The US government formed the National Institute of Standards and Technology, or NIST Cybersecurity Framework to protect the nation’s most critical assets, defined by NIST SP 800-30, Rev. 1 “system and assets, whether physical or virtual, are so vital to the United States that the incapacity or destruction of such systems and assets would have a debilitating impact on security, national economic security, national public health or safety, or any combination of those matters.”

Information about systems and components is not only vital to improving efficiency, uptime, and competitiveness, it is also vital to ensuring the overall safety of our industrial control systems, which means safety to our operators, machinists, and society in general.

As industrial control systems (ICS) become interconnected throughout our enterprises, as IT is, we are faced with more and more vectors of potential intrusion affecting these critical systems and assets. Traditional ICS environments, by nature, were left to their own devices as the main culprit to system downtime and intrusion was that of a physical breach and/or human error and sabotage.

Today’s systems are vast networks of interconnected devices surrounded by a circling adversary called the Internet.
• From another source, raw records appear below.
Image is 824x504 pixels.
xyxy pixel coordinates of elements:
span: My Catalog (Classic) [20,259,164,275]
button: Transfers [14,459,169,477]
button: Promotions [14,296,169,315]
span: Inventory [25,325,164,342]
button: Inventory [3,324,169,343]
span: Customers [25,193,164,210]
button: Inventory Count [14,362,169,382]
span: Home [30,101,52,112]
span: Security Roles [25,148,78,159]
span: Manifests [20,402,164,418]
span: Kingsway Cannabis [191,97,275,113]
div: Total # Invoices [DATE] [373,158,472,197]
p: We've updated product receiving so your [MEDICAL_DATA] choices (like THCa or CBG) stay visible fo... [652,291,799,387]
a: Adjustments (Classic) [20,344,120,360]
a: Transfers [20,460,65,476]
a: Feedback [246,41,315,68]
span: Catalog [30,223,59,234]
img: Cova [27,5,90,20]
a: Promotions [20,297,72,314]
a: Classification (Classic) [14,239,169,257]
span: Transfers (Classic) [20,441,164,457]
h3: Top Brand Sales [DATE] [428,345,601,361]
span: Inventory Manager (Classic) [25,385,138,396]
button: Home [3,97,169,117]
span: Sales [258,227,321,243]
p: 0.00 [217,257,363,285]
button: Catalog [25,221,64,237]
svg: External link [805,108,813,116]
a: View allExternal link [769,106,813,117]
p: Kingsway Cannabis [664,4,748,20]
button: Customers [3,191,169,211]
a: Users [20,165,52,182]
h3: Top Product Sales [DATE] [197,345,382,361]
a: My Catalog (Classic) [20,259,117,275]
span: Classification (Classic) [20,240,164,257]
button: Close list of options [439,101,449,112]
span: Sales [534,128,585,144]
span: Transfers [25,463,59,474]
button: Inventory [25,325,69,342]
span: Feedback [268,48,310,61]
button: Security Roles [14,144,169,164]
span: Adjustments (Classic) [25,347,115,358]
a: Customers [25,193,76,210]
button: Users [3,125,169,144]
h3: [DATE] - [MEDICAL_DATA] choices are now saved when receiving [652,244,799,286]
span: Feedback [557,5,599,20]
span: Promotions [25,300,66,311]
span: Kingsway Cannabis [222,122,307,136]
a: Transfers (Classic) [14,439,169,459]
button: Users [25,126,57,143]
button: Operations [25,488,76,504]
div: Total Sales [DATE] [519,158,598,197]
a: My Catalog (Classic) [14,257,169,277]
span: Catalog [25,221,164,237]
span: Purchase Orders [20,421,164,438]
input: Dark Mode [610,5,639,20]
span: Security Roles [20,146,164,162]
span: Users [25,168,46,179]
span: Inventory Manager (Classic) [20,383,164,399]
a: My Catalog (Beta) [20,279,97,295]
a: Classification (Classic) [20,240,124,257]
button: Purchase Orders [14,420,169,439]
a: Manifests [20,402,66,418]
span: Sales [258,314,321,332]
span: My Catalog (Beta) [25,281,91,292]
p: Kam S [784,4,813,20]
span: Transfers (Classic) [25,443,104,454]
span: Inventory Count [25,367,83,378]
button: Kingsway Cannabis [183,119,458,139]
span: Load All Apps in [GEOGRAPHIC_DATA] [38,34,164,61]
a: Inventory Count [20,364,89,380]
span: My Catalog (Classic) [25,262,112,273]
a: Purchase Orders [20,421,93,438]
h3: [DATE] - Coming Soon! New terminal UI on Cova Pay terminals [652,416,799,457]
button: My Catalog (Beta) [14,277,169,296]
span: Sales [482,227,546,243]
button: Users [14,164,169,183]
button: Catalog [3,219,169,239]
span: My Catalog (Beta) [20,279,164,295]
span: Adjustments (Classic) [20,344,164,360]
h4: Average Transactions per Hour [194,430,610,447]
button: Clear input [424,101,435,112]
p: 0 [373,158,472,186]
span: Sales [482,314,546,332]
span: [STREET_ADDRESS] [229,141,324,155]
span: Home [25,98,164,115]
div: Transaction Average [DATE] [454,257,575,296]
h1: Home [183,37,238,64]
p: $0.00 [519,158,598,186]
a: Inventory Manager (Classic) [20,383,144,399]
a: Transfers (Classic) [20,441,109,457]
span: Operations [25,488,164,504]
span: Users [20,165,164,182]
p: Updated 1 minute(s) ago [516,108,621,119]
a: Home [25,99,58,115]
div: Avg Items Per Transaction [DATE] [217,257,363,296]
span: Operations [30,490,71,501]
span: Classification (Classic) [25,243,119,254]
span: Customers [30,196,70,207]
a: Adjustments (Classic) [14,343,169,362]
No longer do we need to encircle our ICS with physical security such as fencing and deadbolts. We are now tasked with ICS threat vectors akin to what our IT counterparts have faced for decades. And with the onslaught of ransomware and nation-state attacks on our critical infrastructure, think electrical grid, oil and gas pipelines, water treatment plants, a revisit of NIST for both IT and ICS systems is warranted.

It is important to note that the NIST Framework is not simply a checklist of ciphers to implement. As every organization’s deployment of systems and components varies, NIST offers a framework to follow, a guide or sherpa, so to speak, on how to assess risk, stressing the importance of cross-functional buy-in across the entire organization to understand its risk posture better and to form an operational culture that addresses the overall cyber risk of the organization’s most critical assets.

The Foundation or Framework of Nist is Centered Around Three Principles:

  1. Guidance – How an organization should tackle cyber risks and best practices to do so. Again, not a list of ciphers but a guide to what ‘good’ looks like.
  2. Assessment – Where are we today, and what should tomorrow look like. A proper assessment creates a baseline of today’s current state and the gaps between today’s state and tomorrow’s cyber goals.
  3. An Improved Posture – Lastly, based on tomorrow’s organizational cyber goals, and the gaps that exist, NIST puts forth a blueprint on actions and activities that will ultimately lead to an improved security posture.

Will a NIST Framework ensure your organization is in the clear? Most assuredly not. But it certainly provides a framework to minimize intrusion, shorten detection and response times, and improve overall recovery if and when bad things happen.